The court listener, for a startled moment, knew his error. He shrieked, and grasped his head, but his pain was like a whisper to the scream that followed, for now anguish was changing to partial understanding, to a knowledge of treachery and injustice, and welling with it came hate. Hate that spewed from the pulsing brain like a roaring thunderclap. Hate that seared and locked the nerves. While the non-sensitives gazed in confusion and horror, the listener’s shriek rose until his gaping mouth had expended all his breath, but hate was in his brain, locking his nerves in shorted knots, and his ribs could not open; his heart was seized, his living stopped. He toppled forward, slowly, bending reluctantly. Then he crashed, unhinged, dead.
Still the hate flared out, swelling, a wave travelling faster than light. A million listeners heard it, screaming in agony, clasping heads in useless protest. On, over the lighted earth, on, into the world of night where hapless sleepers jerked upright from nightmare beds, and fell back screaming, moaning, or blankly silent.
Now a second wave followed the first, hundreds of minds sweeping the world with fearful inquiry, “Who? Why?”

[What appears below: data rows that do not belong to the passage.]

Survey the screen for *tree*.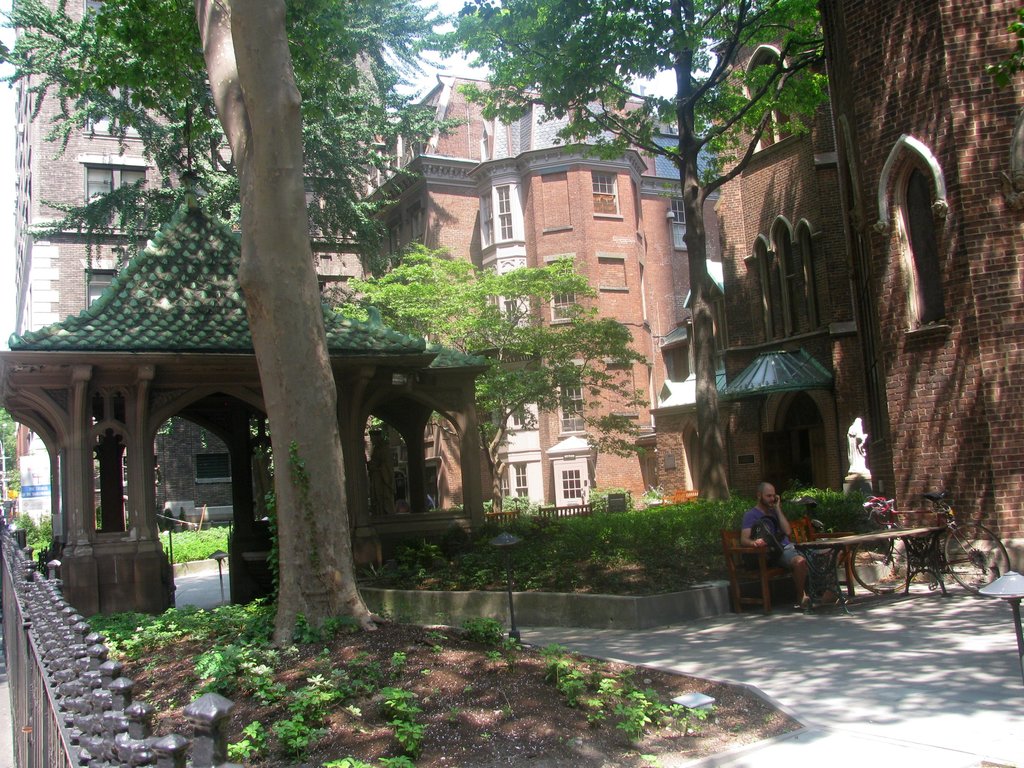
Survey found: region(190, 0, 374, 652).
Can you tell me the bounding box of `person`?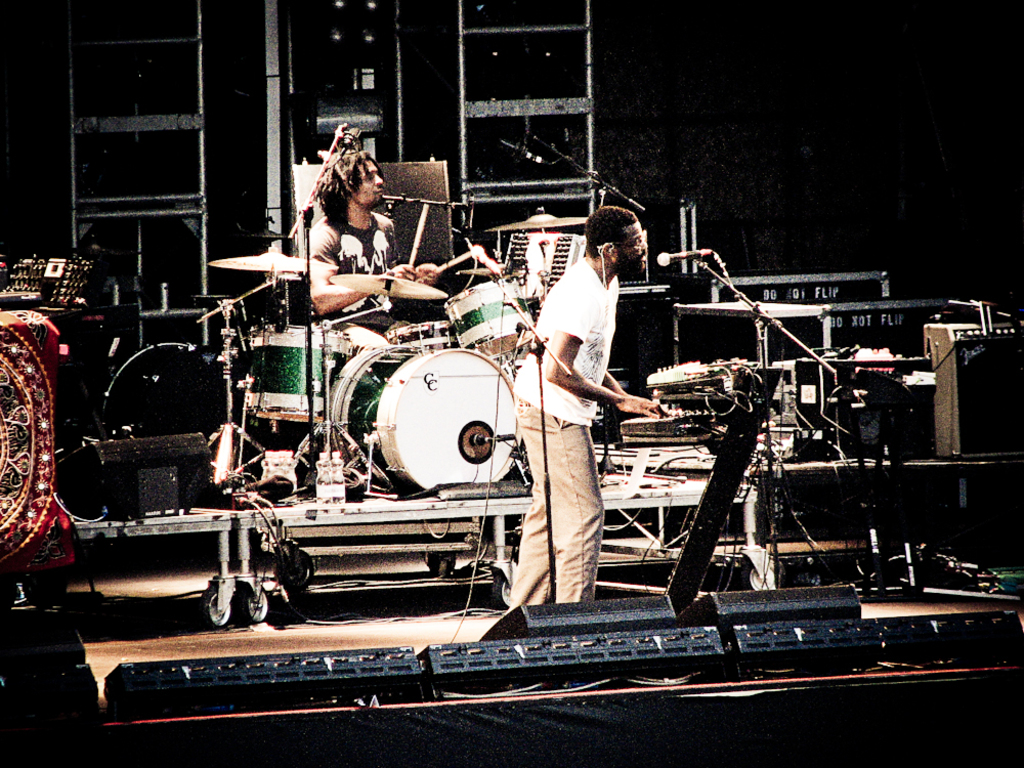
locate(512, 191, 633, 629).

They acted quickly in the courtroom. While eyes and cameras focused yet uncomprehendingly on the listener, police moved in on the struggling prisoner. He was hustled out. Five men it took, despite the chains, and two of those fell out, and had to be replaced, but they were quick. A closed truck was waiting. Space Port was close. A weather hitch that was holding up the count-down of Star-bird III suddenly came clear, and, before the cries of mistrial reached the court, the rockets blasted, the spacer stood for a moment on a gush of fire, then rent the heavens in a violent clawing for the void. She was gone on her pencil of flame, trailing thunder, pulsing back hate. All day the earth was bathed in it. All night the listeners crouched, and moaned, and whimpered under its battering. The old died, the very young went still and staring, their minds blasted into endless night. The strong survived. For almost forty-eight hours they cringed under the onslaught of that savage hate, and then, like a light switched off, it was gone, and they rested, knowing that the source slept, was unconscious, or was dead.

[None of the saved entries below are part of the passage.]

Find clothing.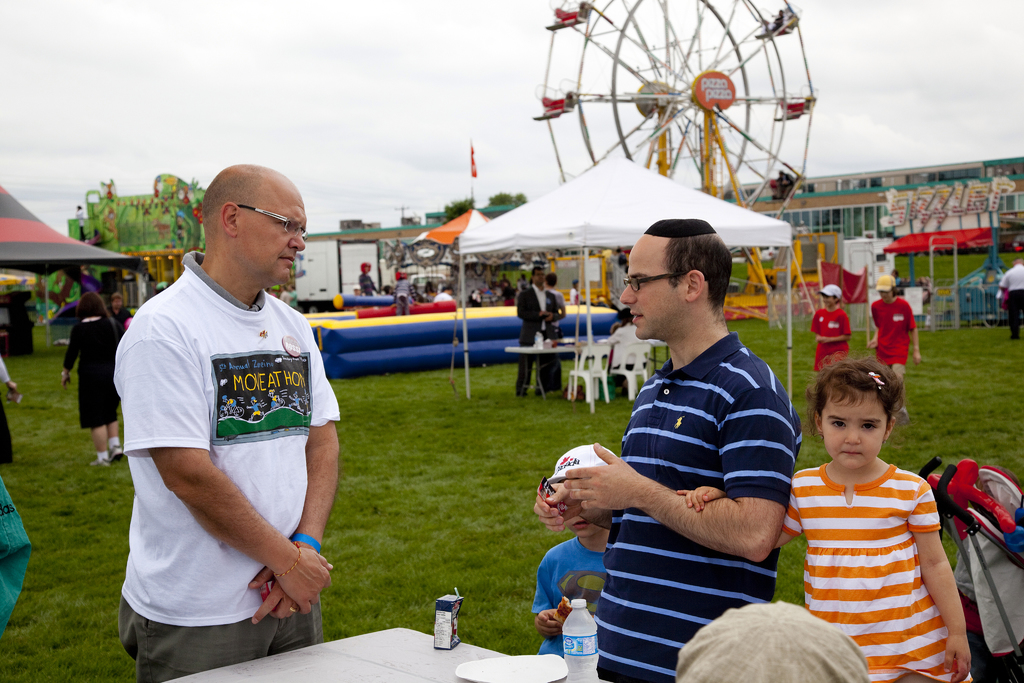
550/292/566/313.
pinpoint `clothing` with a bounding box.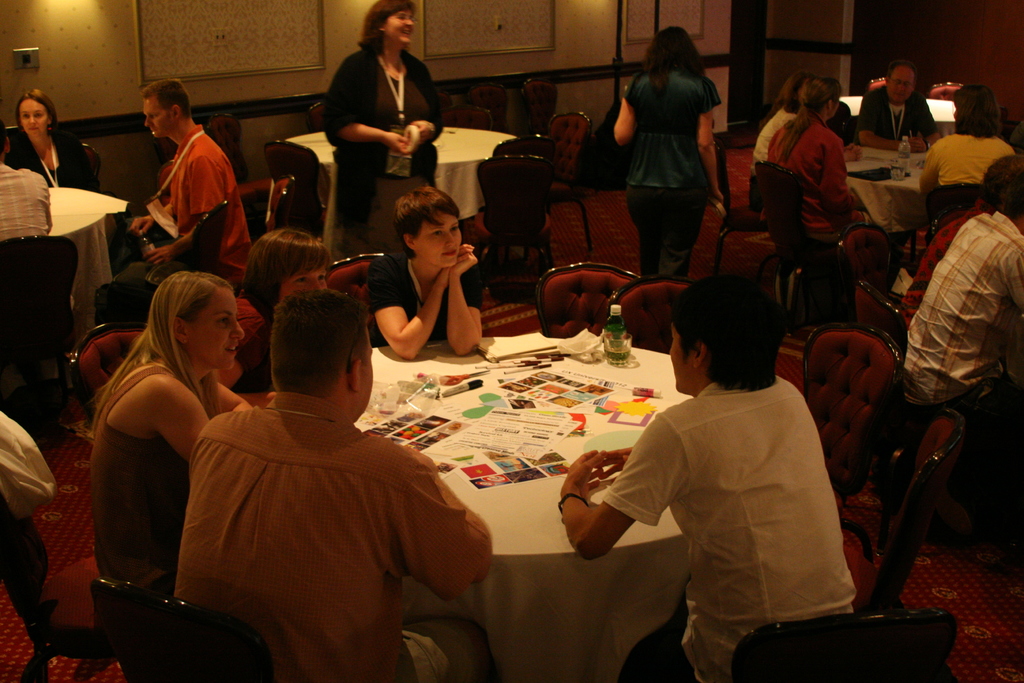
pyautogui.locateOnScreen(0, 407, 58, 634).
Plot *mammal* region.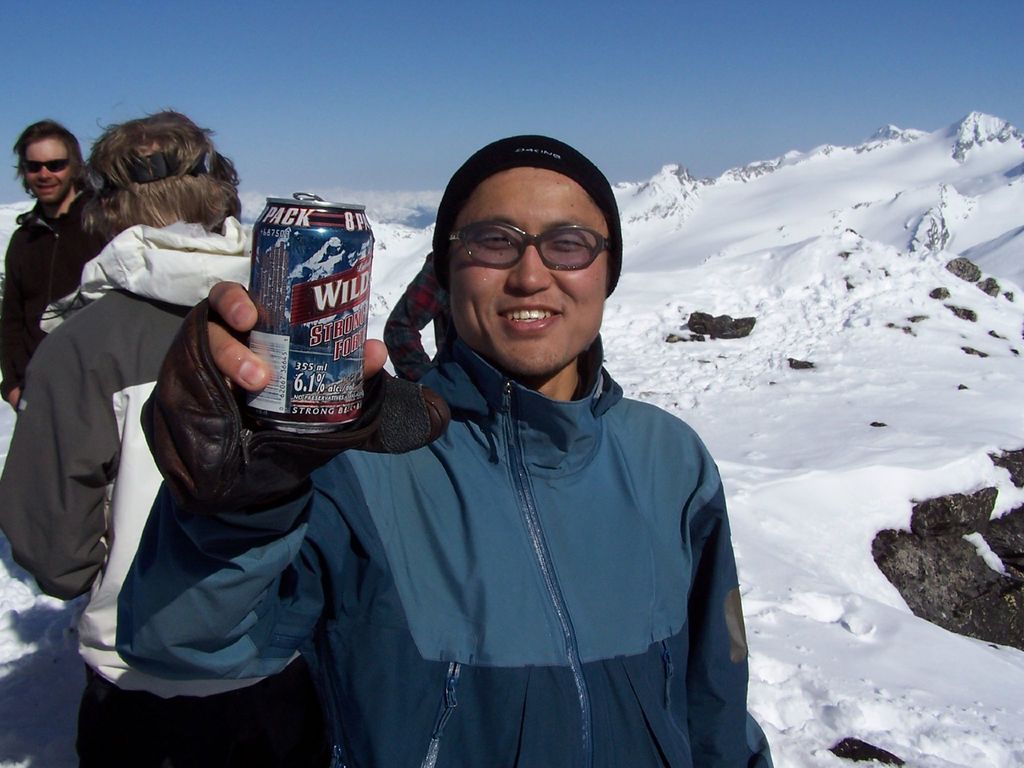
Plotted at {"x1": 0, "y1": 102, "x2": 260, "y2": 767}.
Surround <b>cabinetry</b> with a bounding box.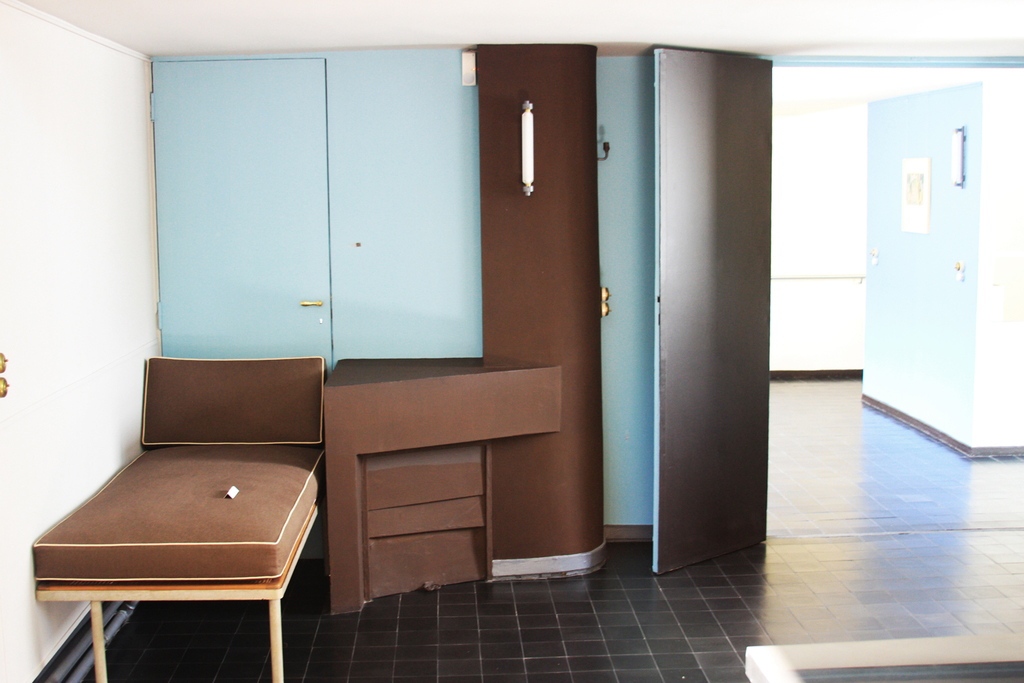
pyautogui.locateOnScreen(158, 53, 335, 565).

For four days they felt his waking moments, while the Star-bird ate space, building speed on SACQ drive, swallowing a million miles in a single breathing. Incredibly, some of the greatest listeners felt him like a deep depression for another two days, though Star-bird III was lost to the solar system, a tiny mote, for all her speed, creeping through the vast and stately sweep of the stars.

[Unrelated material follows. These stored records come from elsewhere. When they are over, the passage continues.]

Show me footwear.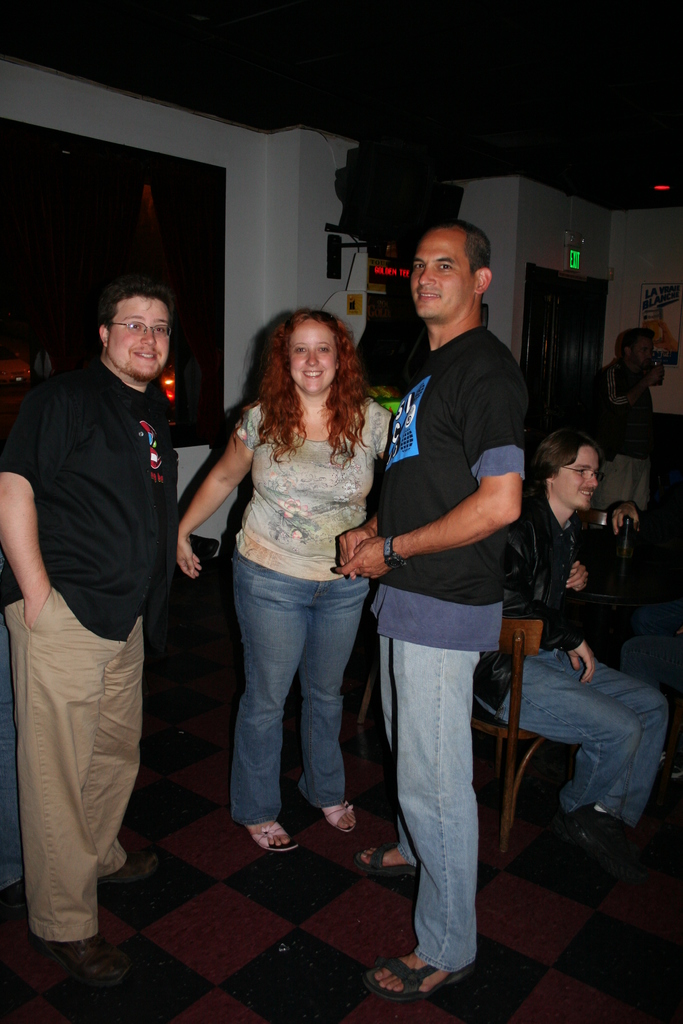
footwear is here: <bbox>359, 848, 418, 881</bbox>.
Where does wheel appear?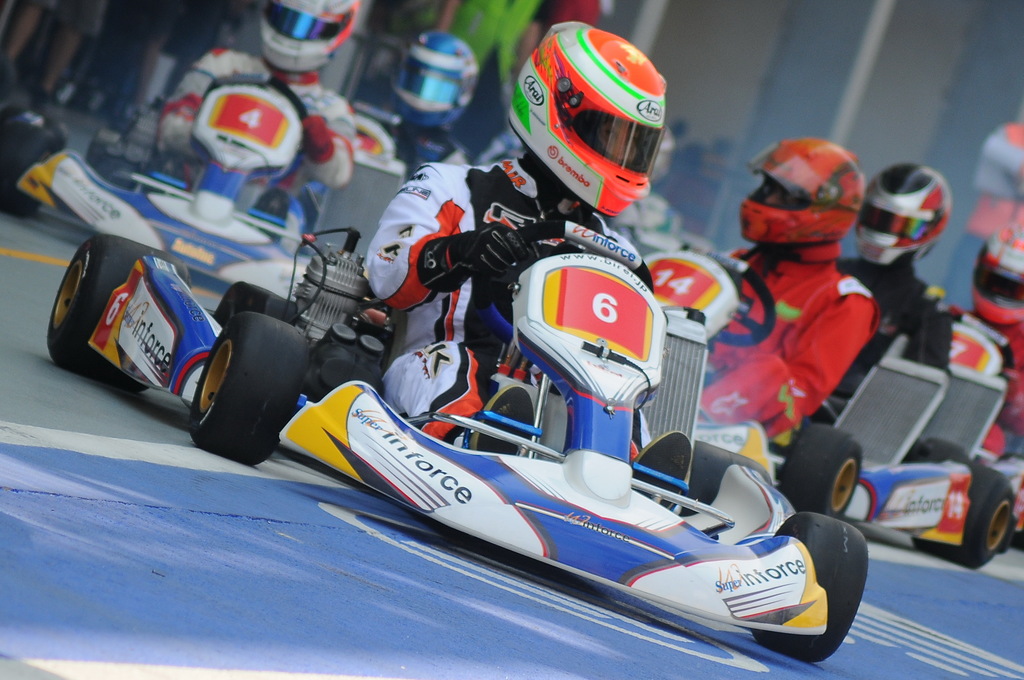
Appears at detection(47, 237, 189, 388).
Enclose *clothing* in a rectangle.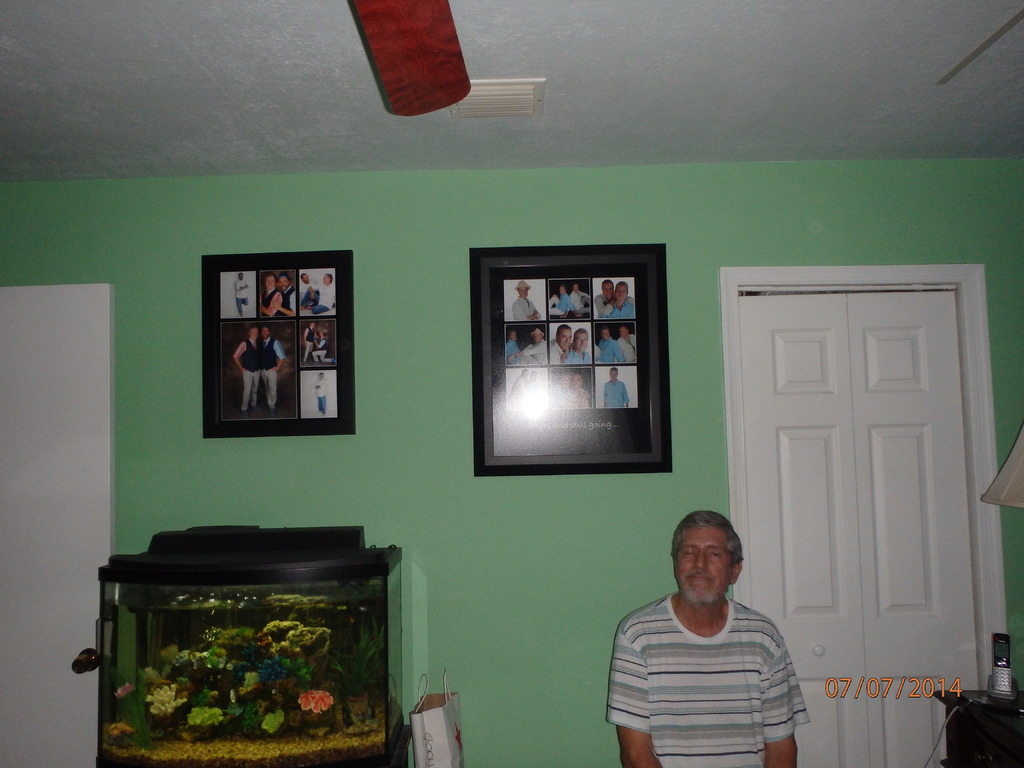
x1=619, y1=575, x2=820, y2=754.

He was gone, but long they pondered on him. Mistrial it had been, and scapegoats were available to bear the blame, but the questions lingered. How had they not known him? How had there been a sender of such power, and no listener knew of him? Had he merely been a listener until the trauma of injustice and exile had broken the bonds of sending? Had he been a listener/sender shielded? That was the question. If he had been, then Earth had sent the most valuable product of five hundred years of breeding and research to High America, where no sensitive could survive.
Useless to try to call him back. The Star-bird was lost to Earth for four years, and it would be another two, after that, for a messenger to ride it back to High America. No sensitive had ever survived on High America more than a dozen weeks. He had no chance of surviving six years. He was lost. But why?